RT distinguishes between coded meaning and non-coded meaning. Coded meaning can be interpreted by anybody in possession of the code; non-coded meaning can be inferred by anybody able to combine the ostensive stimulus with appropriate background knowledge and/or information in the situational, spatio-temporal context.
RT distinguishes between explicatures, strong implicatures, weak implicatures, and symptomatic meaning, and thereby is able (a) to show when the responsibility for deriving interpretations of specific messages is primarily to be attributed to the communicator and when to the envisaged addressee/audience; (b) to account for diverging interpretations by different (groups of) individuals; (c) to help understand why and how miscommunication arises. The topic of symptomatic meaning – whether or not categorized as part of communication-in-the-narrow-sense – and how it can be distinguished from weakly implicated meaning, is one that deserves extensive further discussion.
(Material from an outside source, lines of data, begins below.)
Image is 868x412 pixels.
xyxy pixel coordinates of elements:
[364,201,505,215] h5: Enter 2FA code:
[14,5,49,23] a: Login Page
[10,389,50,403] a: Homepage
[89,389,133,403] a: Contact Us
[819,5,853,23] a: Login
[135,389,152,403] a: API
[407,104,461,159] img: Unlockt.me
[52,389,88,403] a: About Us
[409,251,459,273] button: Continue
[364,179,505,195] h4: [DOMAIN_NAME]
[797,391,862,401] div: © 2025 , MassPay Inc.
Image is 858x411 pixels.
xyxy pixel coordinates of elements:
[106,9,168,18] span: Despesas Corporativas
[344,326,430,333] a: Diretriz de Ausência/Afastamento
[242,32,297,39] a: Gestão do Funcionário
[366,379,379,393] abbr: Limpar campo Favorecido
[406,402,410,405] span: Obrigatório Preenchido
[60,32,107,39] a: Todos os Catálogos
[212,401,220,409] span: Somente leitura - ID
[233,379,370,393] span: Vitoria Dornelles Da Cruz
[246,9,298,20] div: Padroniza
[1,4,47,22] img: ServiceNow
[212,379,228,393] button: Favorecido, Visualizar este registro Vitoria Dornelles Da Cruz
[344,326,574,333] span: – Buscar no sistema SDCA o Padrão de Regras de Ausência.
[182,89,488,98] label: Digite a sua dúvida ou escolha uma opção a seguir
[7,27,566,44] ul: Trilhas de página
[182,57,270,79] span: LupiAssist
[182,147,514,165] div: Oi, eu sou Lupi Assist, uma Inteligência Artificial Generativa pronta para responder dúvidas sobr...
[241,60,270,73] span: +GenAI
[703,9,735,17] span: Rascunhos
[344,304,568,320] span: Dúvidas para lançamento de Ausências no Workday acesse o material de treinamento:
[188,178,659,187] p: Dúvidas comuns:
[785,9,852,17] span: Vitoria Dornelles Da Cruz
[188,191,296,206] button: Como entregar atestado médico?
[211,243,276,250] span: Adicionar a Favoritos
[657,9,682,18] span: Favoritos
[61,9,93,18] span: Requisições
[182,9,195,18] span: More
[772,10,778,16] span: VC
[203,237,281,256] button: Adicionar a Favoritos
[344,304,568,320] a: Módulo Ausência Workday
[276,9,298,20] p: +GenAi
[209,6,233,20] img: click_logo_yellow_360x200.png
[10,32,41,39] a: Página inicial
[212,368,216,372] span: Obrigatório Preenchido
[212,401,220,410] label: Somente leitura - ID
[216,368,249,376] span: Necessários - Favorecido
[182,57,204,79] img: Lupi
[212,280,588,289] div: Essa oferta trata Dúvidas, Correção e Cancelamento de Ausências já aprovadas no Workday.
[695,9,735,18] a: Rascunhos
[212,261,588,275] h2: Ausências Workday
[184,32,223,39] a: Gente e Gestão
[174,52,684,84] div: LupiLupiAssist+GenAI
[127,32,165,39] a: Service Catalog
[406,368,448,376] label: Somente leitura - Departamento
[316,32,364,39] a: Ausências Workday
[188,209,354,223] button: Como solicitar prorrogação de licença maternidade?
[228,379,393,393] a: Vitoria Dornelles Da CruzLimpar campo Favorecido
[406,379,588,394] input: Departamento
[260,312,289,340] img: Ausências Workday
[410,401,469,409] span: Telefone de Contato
RT does not replace or cannibalize other approaches to meaning-making. Indeed, on the one hand it can accommodate the best insights from other approaches (social semiotics, SFL, Conceptual Metaphor Theory, CDA, Blending Theory, rhetoric, stylistics, narratology …) On the other hand, it needs these very insights to put flesh on the bones of what is in the last resort no less, but also no more, than an excellent communication model.
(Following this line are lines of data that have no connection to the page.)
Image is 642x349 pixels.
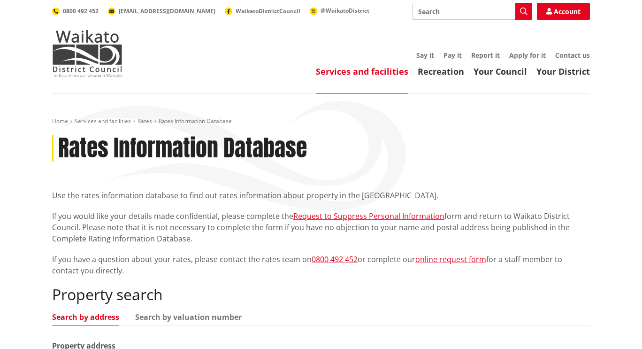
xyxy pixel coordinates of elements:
[310,7,369,15] a: @WaikatoDistrict
[555,51,590,60] a: Contact us
[471,51,500,60] a: Report it
[416,51,434,60] a: Say it
[509,51,546,60] a: Apply for it
[225,7,300,15] a: WaikatoDistrictCouncil
[537,3,590,20] a: Account
[52,190,590,201] p: Use the rates information database to find out rates information about property in the [GEOGRAPHI...
[75,117,131,125] a: Services and facilities
[58,135,307,162] h1: Rates Information Database
[63,7,99,15] span: 0800 492 452
[415,254,486,264] a: online request form
[236,7,300,15] span: WaikatoDistrictCouncil
[418,66,464,77] a: Recreation
[52,253,590,276] p: If you have a question about your rates, please contact the rates team on or complete our for a s...
[316,66,408,77] a: Services and facilities
[137,117,152,125] a: Rates
[52,313,119,320] a: Search by address
[312,254,358,264] a: 0800 492 452
[52,7,99,15] a: 0800 492 452
[52,285,590,303] h2: Property search
[293,211,444,221] a: Request to Suppress Personal Information
[443,51,462,60] a: Pay it
[536,66,590,77] a: Your District
[473,66,527,77] a: Your Council
[159,117,232,125] span: Rates Information Database
[412,3,532,20] input: Search input
[135,313,242,320] a: Search by valuation number
[108,7,215,15] a: [EMAIL_ADDRESS][DOMAIN_NAME]
[52,117,590,125] nav: breadcrumb
[320,7,369,15] span: @WaikatoDistrict
[52,117,68,125] a: Home
[52,30,122,77] img: Waikato District Council - Te Kaunihera aa Takiwaa o Waikato
[52,210,590,244] p: If you would like your details made confidential, please complete the form and return to Waikato ...
[119,7,215,15] span: [EMAIL_ADDRESS][DOMAIN_NAME]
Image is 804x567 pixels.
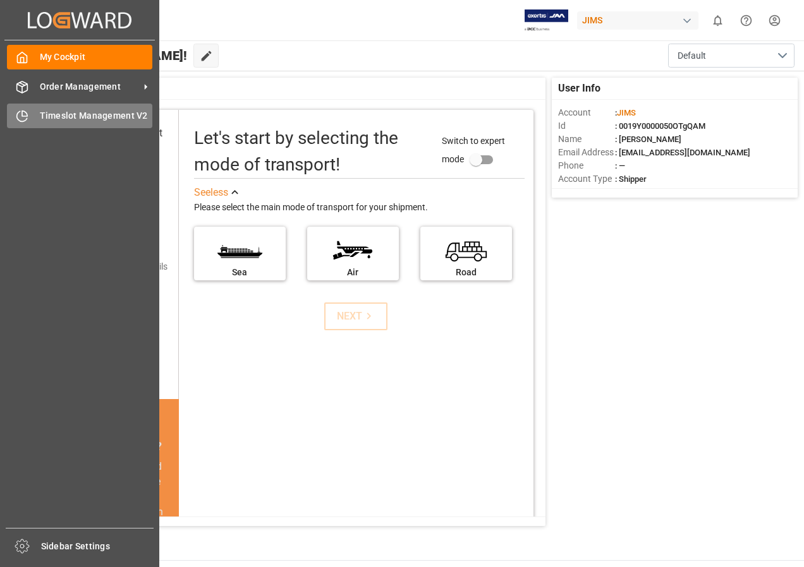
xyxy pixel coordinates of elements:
button: NEXT [324,303,387,330]
span: : [PERSON_NAME] [615,135,681,144]
button: show 0 new notifications [703,6,732,35]
span: : — [615,161,625,171]
a: My Cockpit [7,45,152,69]
span: Phone [558,159,615,172]
img: Exertis%20JAM%20-%20Email%20Logo.jpg_1722504956.jpg [524,9,568,32]
div: Sea [200,266,279,279]
button: Help Center [732,6,760,35]
div: Please select the main mode of transport for your shipment. [194,200,524,215]
span: JIMS [617,108,636,118]
span: My Cockpit [40,51,153,64]
button: JIMS [577,8,703,32]
span: User Info [558,81,600,96]
div: Let's start by selecting the mode of transport! [194,125,430,178]
span: Account Type [558,172,615,186]
div: JIMS [577,11,698,30]
span: Timeslot Management V2 [40,109,153,123]
span: Account [558,106,615,119]
span: Default [677,49,706,63]
span: Id [558,119,615,133]
a: Timeslot Management V2 [7,104,152,128]
span: Switch to expert mode [442,136,505,164]
span: : [EMAIL_ADDRESS][DOMAIN_NAME] [615,148,750,157]
div: See less [194,185,228,200]
div: NEXT [337,309,375,324]
span: Sidebar Settings [41,540,154,553]
span: Name [558,133,615,146]
span: : [615,108,636,118]
span: : Shipper [615,174,646,184]
div: Road [426,266,505,279]
div: Add shipping details [88,260,167,274]
button: open menu [668,44,794,68]
span: Email Address [558,146,615,159]
span: : 0019Y0000050OTgQAM [615,121,705,131]
span: Order Management [40,80,140,94]
div: Air [313,266,392,279]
One important consequence of accepting RT is that the recontextualization (reprinting, forwarding, re-X-ing …) of messages often seriously affects whether, and how, the intended meaning is understood by the audience, since often that audience is no longer the original “envisaged audience”. Clearly recontextualizing any of the varieties in Figure 1 by positioning it above the door to the toilets makes it misleading/wrong/false, while the same holds for repositioning the name in Figure 2 over another shop’s window. The weak implicatures derived from the cartoon in Figure 3 will undoubtedly differ when read by subscribers of a right-wing versus a left-wing publication, respectively. The Wizard of ID’s humour in Figure 4 is presumably general enough to be widely understandable in the same way, as transpires from the fact that by 2002 the strip appeared worldwide – but being familiar with Farah Fawcett is indispensable background knowledge. The fact that the ad in Figure 5 is typically accessed by people flying with Baltic Air favours its envisaged audience, although the ad is sufficiently context-independent to communicate its meaning to everybody who knows English. The audience of the unintentionally conveyed information in Figure 6 consisted originally of the participants of the Zoom meeting: by being recontextualized as part of a YouTube video consisting of blunders during Zoom meetings, the genre changes, and thereby the envisaged audience – and the cognitive reward shifts from “wow, how stupid/naïve/ridiculous our colleague is!” to “what a funny video this is!”
Clearly, developing RT into an inclusive theory of communication is still in its early stages. Further work requires analyses focusing on different media (e.g. film, games, digital platforms …), modes (at present the most often researched multimodality ensemble is, as in this paper, the combination of static visuals with short written texts), and genres (where the sky is the limit).
Acknowledgments
I am indebted to two anonymous reviewers for their insightful comments, many of which I have tried to accommodate. I thank Sabine Heinemann for editorial suggestions. Of course, I alone remain responsible for all contents and interpretations.